The first few days after she left, my phone wasn't just a phone, it was a lifeline.
We only talked in the first few days after she left. She told me she'd found her mother and that she would give me updates. She sent me pictures of her mother's apartment, of the yellow taxis outside her window, of a slice of pizza so big it didn't fit the plate. I told her about school, about Auntie Miriam nagging me to eat more, about the little things that made me think of her.
But the replies started to slow.
First, she'd take hours instead of minutes to respond. Then it became days.
I'd open our chat thread over and over, scrolling through the old messages, re-reading her words like they could somehow make her present again. My last "Hey, how are you?" sat there with a single grey tick for almost a week.
When she finally replied, it was short: Sorry, busy. Talk soon.
"Soon" stretched into weeks.
I kept telling myself she was just adjusting new city and new life. I wanted to believe it wasn't personal. But the truth was, every time my phone buzzed and it wasn't her, I felt a little hollower.
Back in Nairobi, I buried myself in routines. School, homework, sleep, repeat. I thought if I stayed busy enough, I wouldn't notice the absence. But it was everywhere. In the quiet walks home when I used to call her. In the inside jokes I had no one to share with anymore. In the urge to send her a photo or a random thought, only to stop halfway because I knew she might not answer.
But no matter how much I tried to forget, the memories slipped in.
Her laughter echoing in the stairwell.
The way her hair fell across her eyes when she was tired.
The night we sat on the rooftop, our shoulders touching, staring at the lights of Nairobi below us like they were promises.
One night, I sat on my bed staring at our chat, thumb hovering over the keyboard. I typed: I miss you. Then I erased it. Typed it again. Erased it. In the end, I sent nothing. It was easier to stay silent than to risk another grey tick.
Months passed. She didn't block me. She didn't delete me. She just… faded.
Her last message was in July. A simple Hope you're good. No emojis, no warmth. I replied right away, but she never answered.
That's when something in me shifted. If she wasn't going to reach back, I had to learn how to stand without her, but I also knew I couldn't let go completely. Part of me kept the hope alive, tucked away like an ember that refused to die.
Those moments became my ghosts. And the only way I knew to fight them was to give myself a mission. I decided I would leave Nairobi. Not just to escape the city that had become a map of her absence, but to put myself in the kind of place where maybe, just maybe, I could find her again.
Stanford became my obsession. I told myself if I could get there, if I could put an ocean between me and the streets where I kept seeing her face, I'd find a way to trace her. Maybe through records, maybe through connections. I didn't know how. I just knew it was the only thread I had left.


* _Try it_:
Take the line containing "Find woman in" and every line after it to the end of the records, and copy them exactly, excluding pictures.
#### Supplied data ####
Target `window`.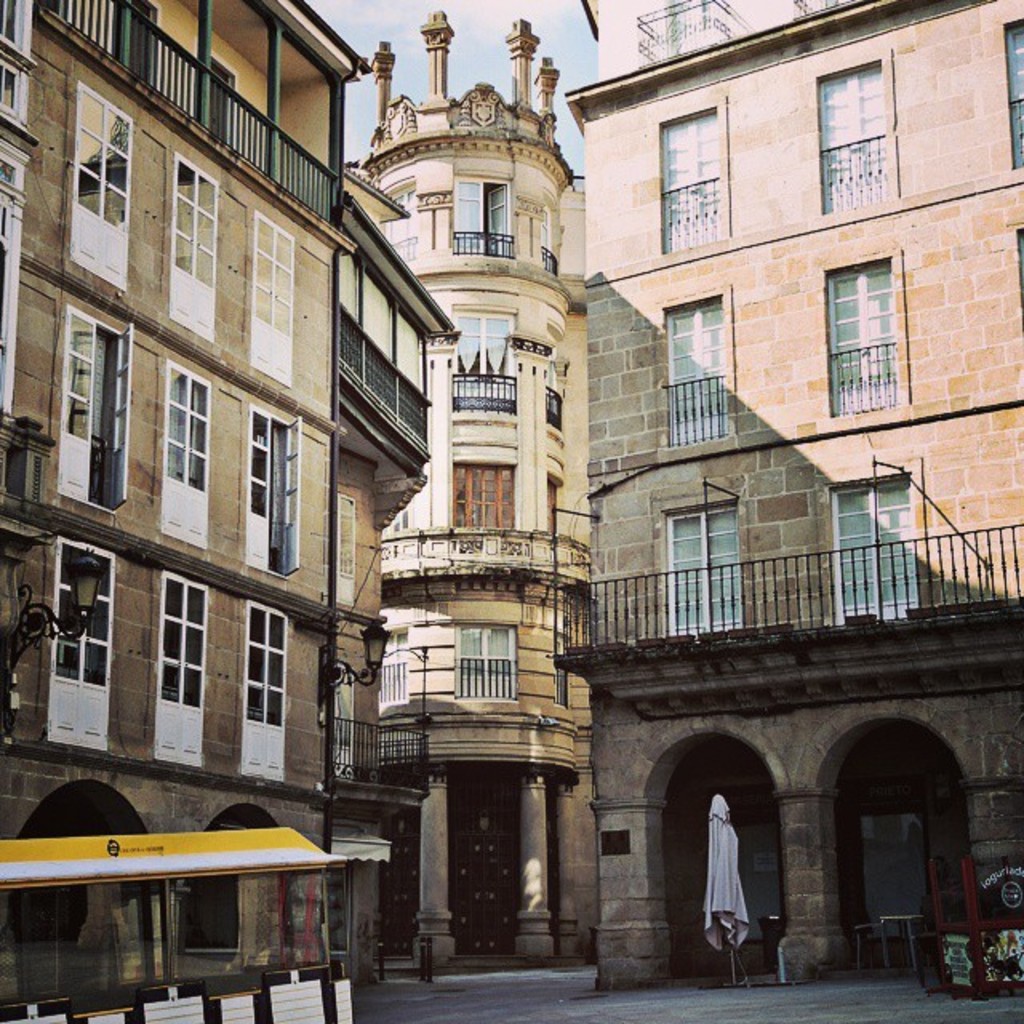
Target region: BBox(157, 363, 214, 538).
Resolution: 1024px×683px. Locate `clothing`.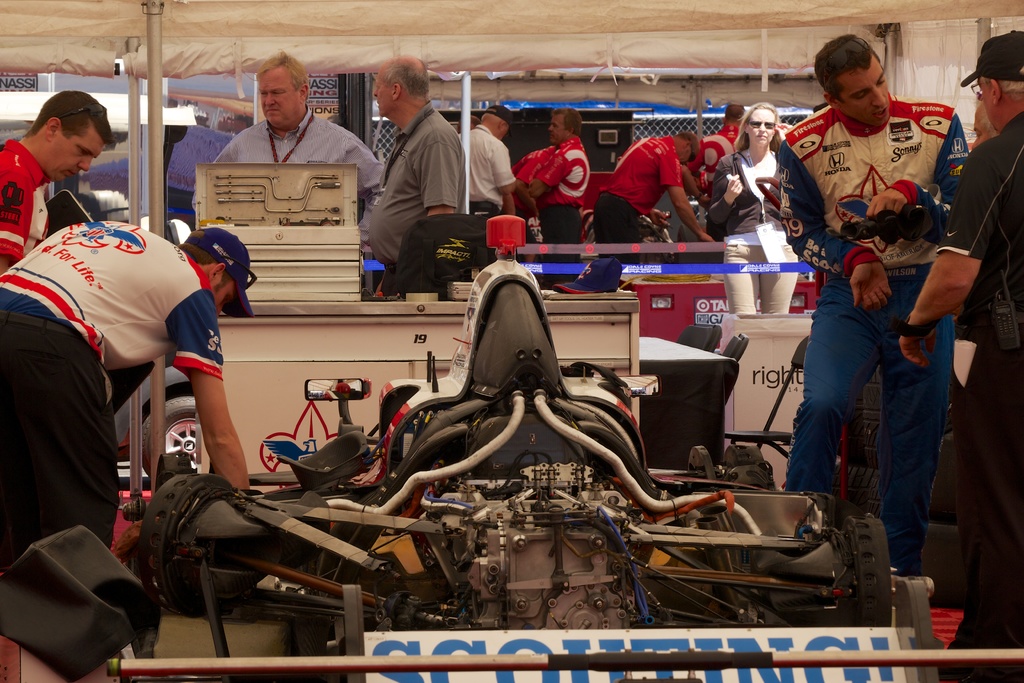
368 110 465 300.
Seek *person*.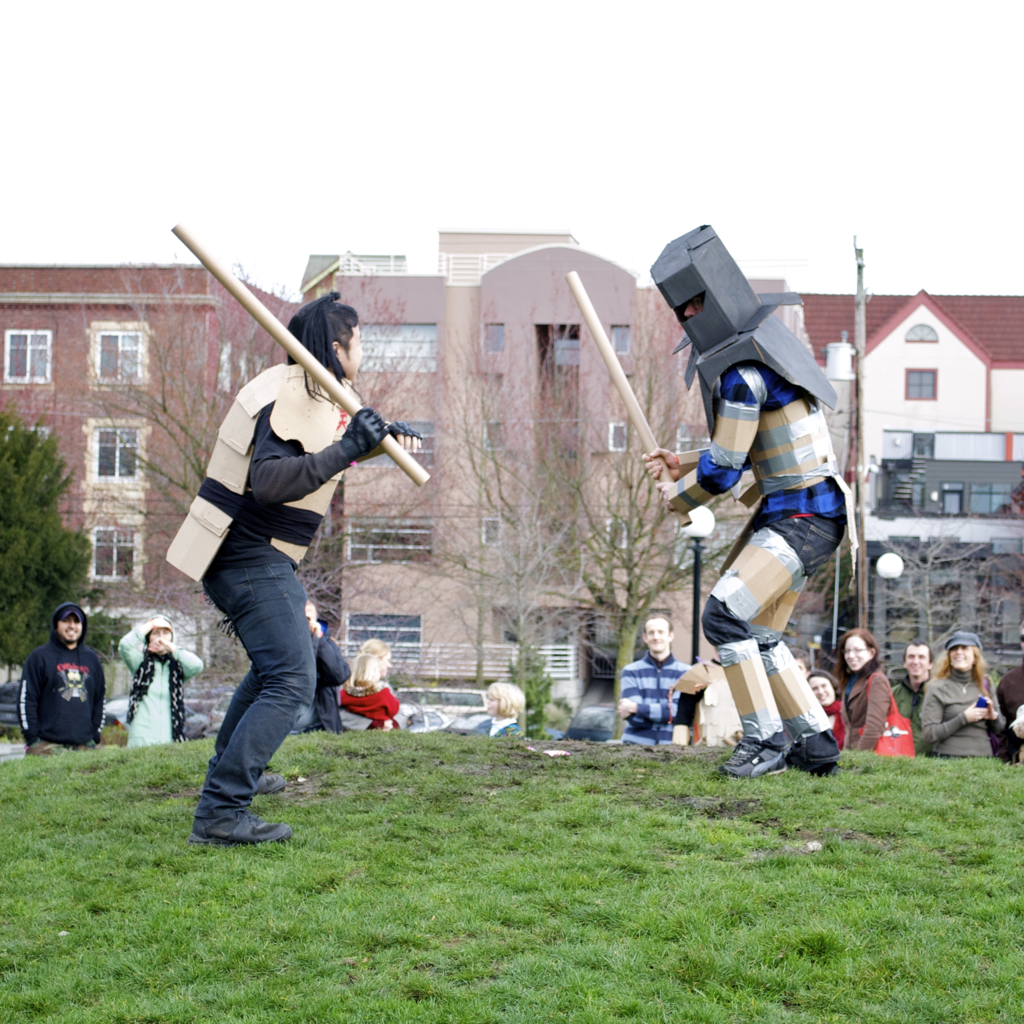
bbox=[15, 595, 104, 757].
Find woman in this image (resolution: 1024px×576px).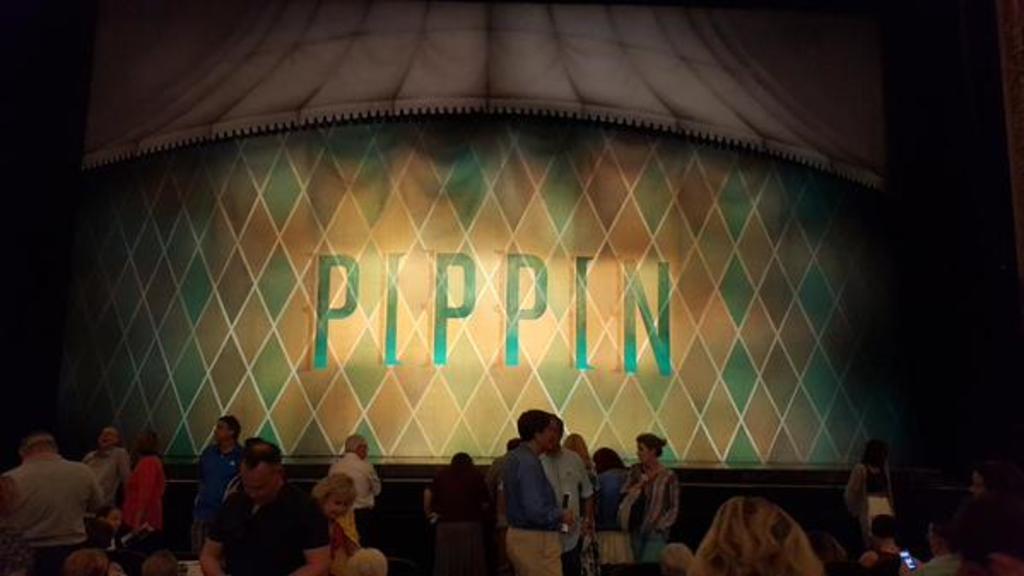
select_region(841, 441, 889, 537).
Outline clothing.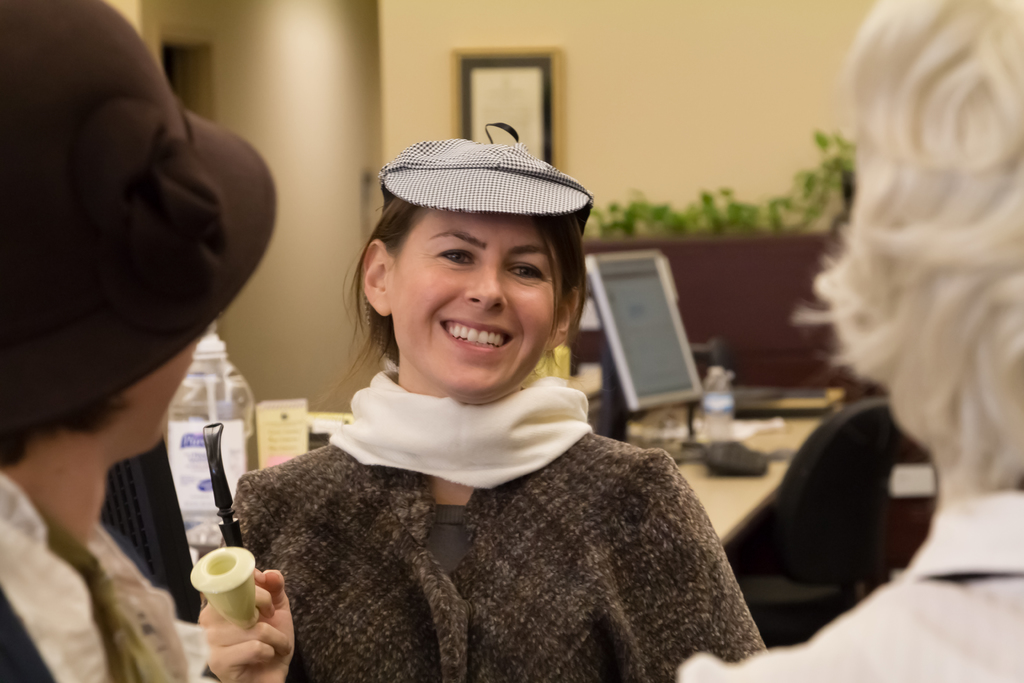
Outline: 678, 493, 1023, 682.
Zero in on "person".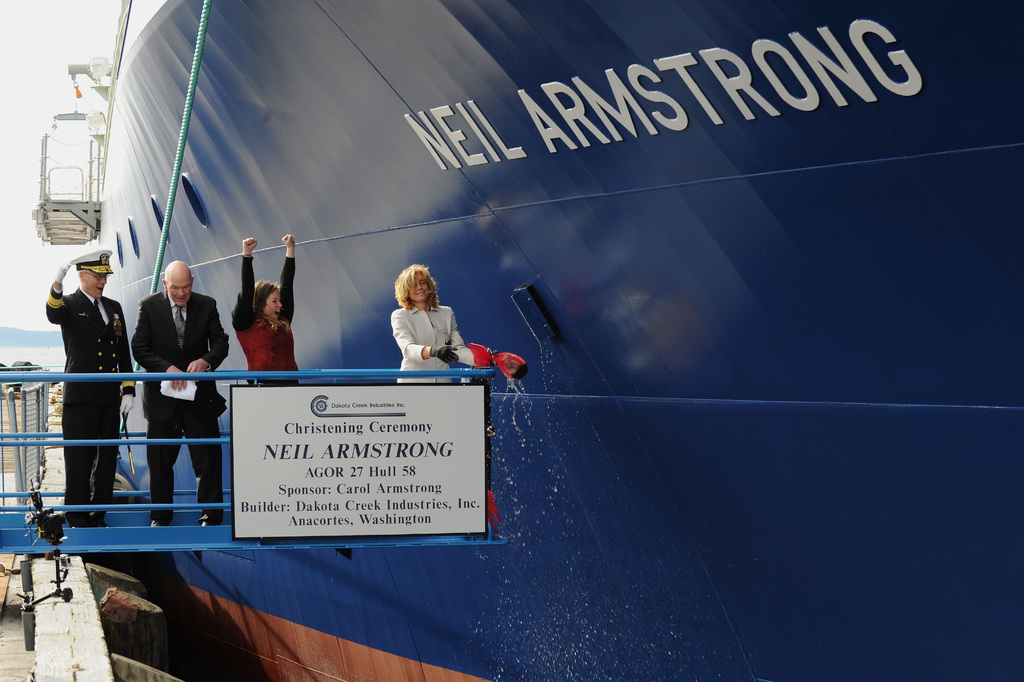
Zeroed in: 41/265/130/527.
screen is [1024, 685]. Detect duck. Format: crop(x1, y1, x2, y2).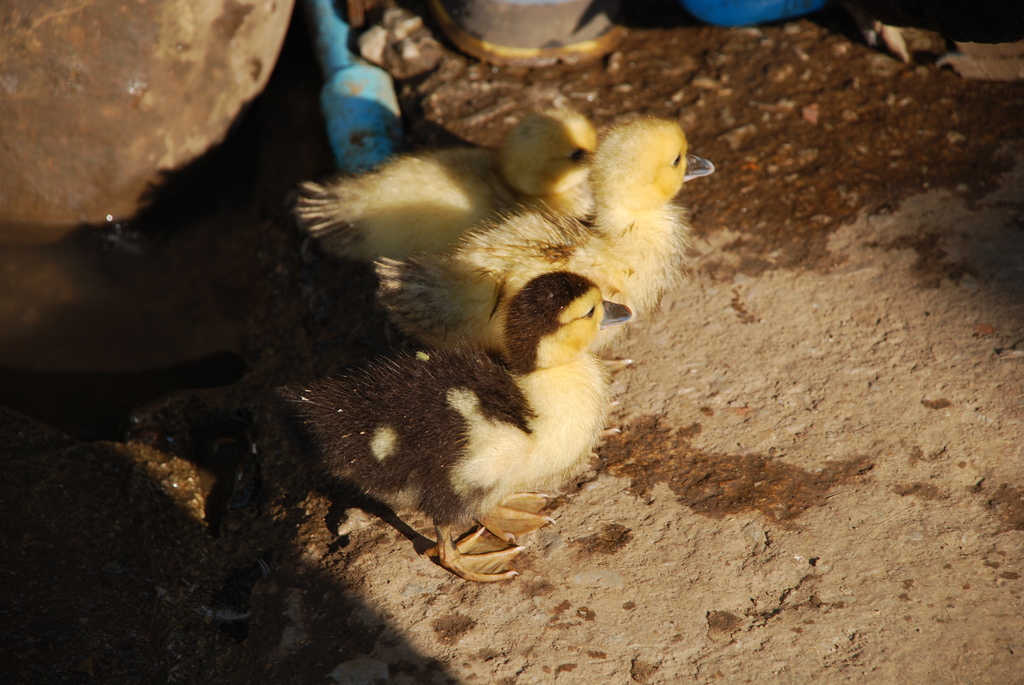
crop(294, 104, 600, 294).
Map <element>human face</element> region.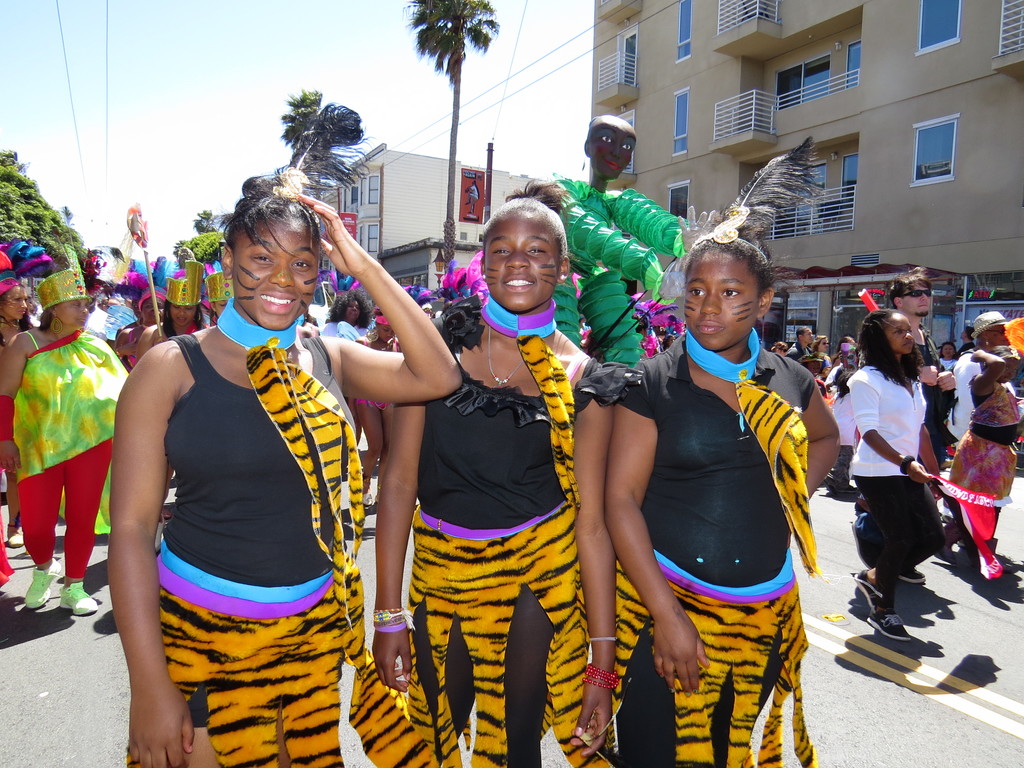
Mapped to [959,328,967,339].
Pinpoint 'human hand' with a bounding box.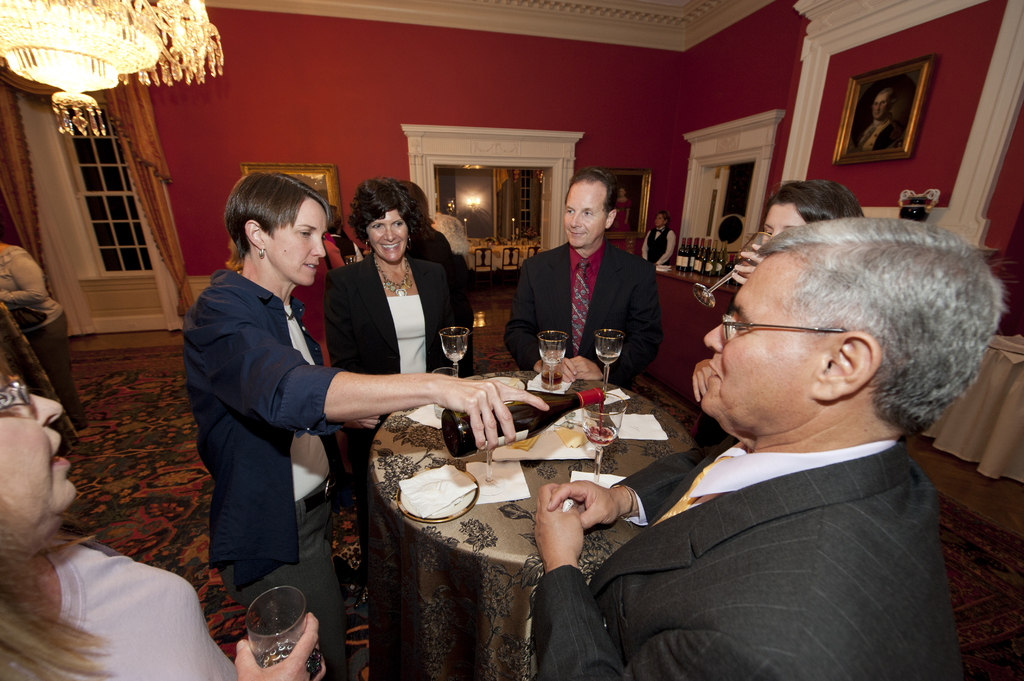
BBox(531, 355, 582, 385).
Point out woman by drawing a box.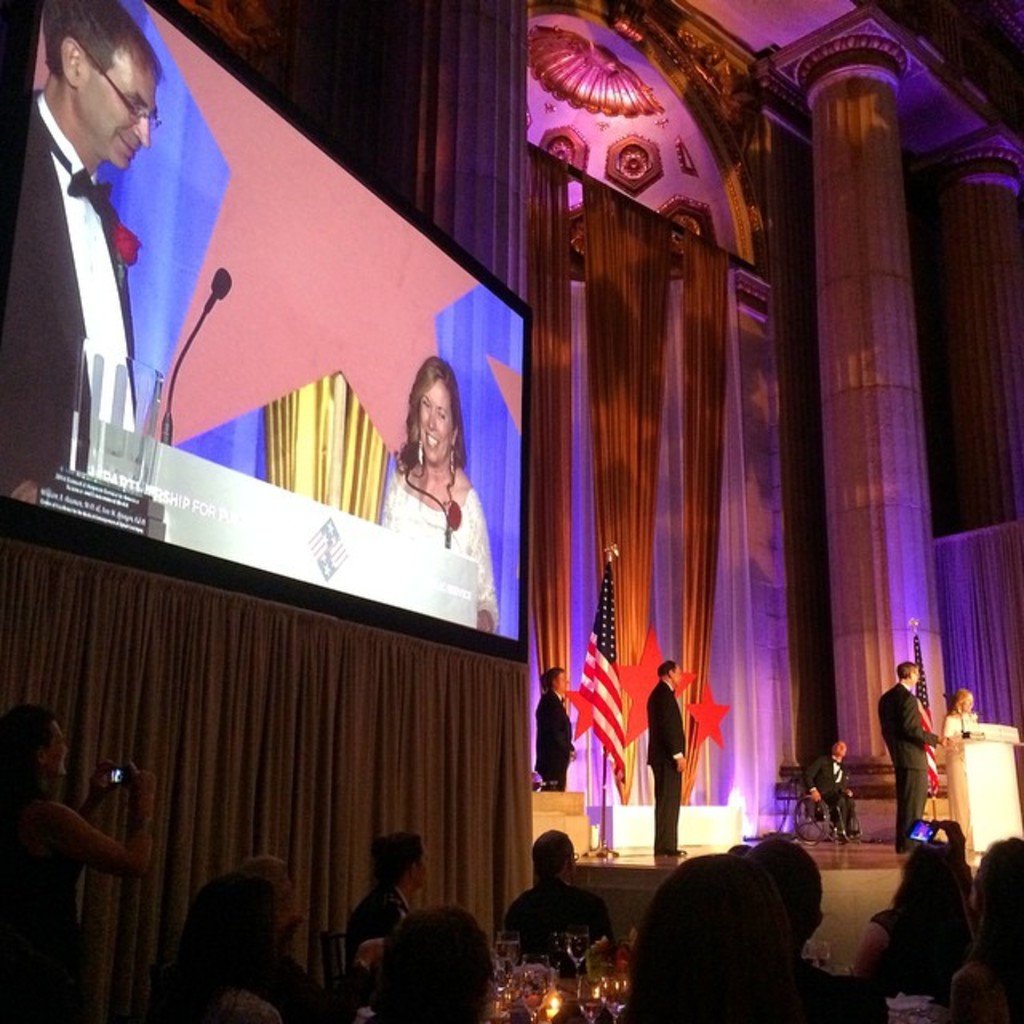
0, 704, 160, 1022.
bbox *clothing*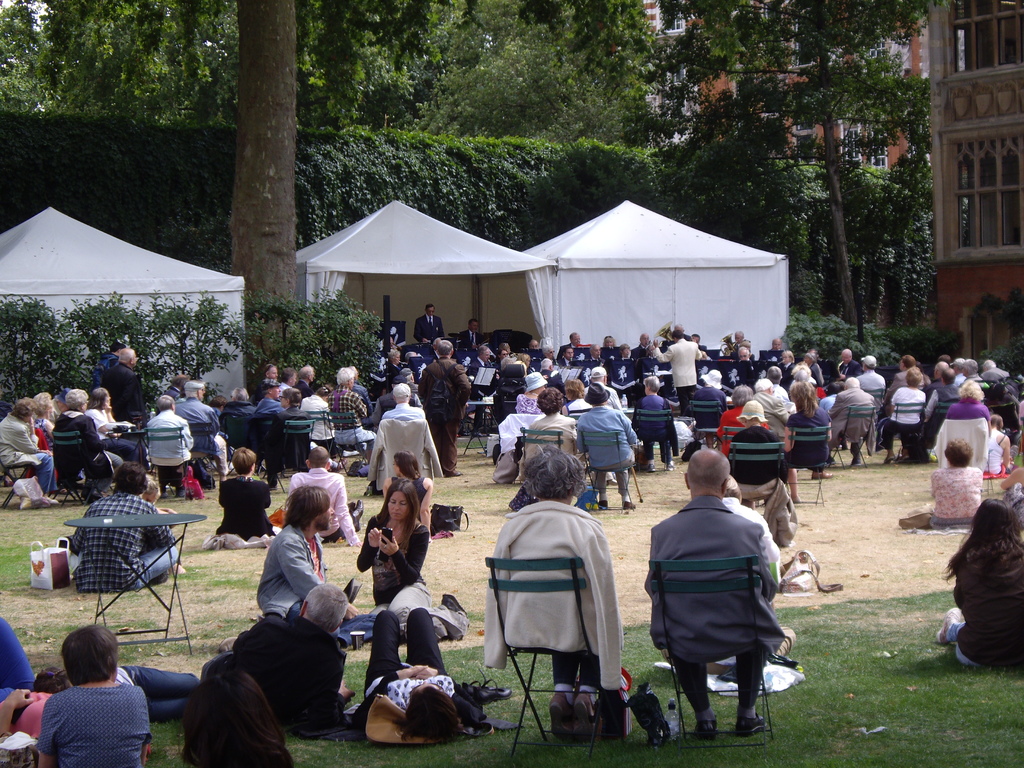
####
* _Result_:
Find woman in this image (resolution: 1024px×576px).
select_region(841, 441, 889, 537).
Outline clothing.
Outline: 678, 493, 1023, 682.
Zero in on "person".
Zeroed in: 41/265/130/527.
screen is [1024, 685]. Detect duck. Format: crop(x1, y1, x2, y2).
crop(294, 104, 600, 294).
Map <element>human face</element> region.
Mapped to [959,328,967,339].
Pinpoint 'human hand' with a bounding box.
BBox(531, 355, 582, 385).
Point out woman by drawing a box.
0, 704, 160, 1022.
bbox *clothing*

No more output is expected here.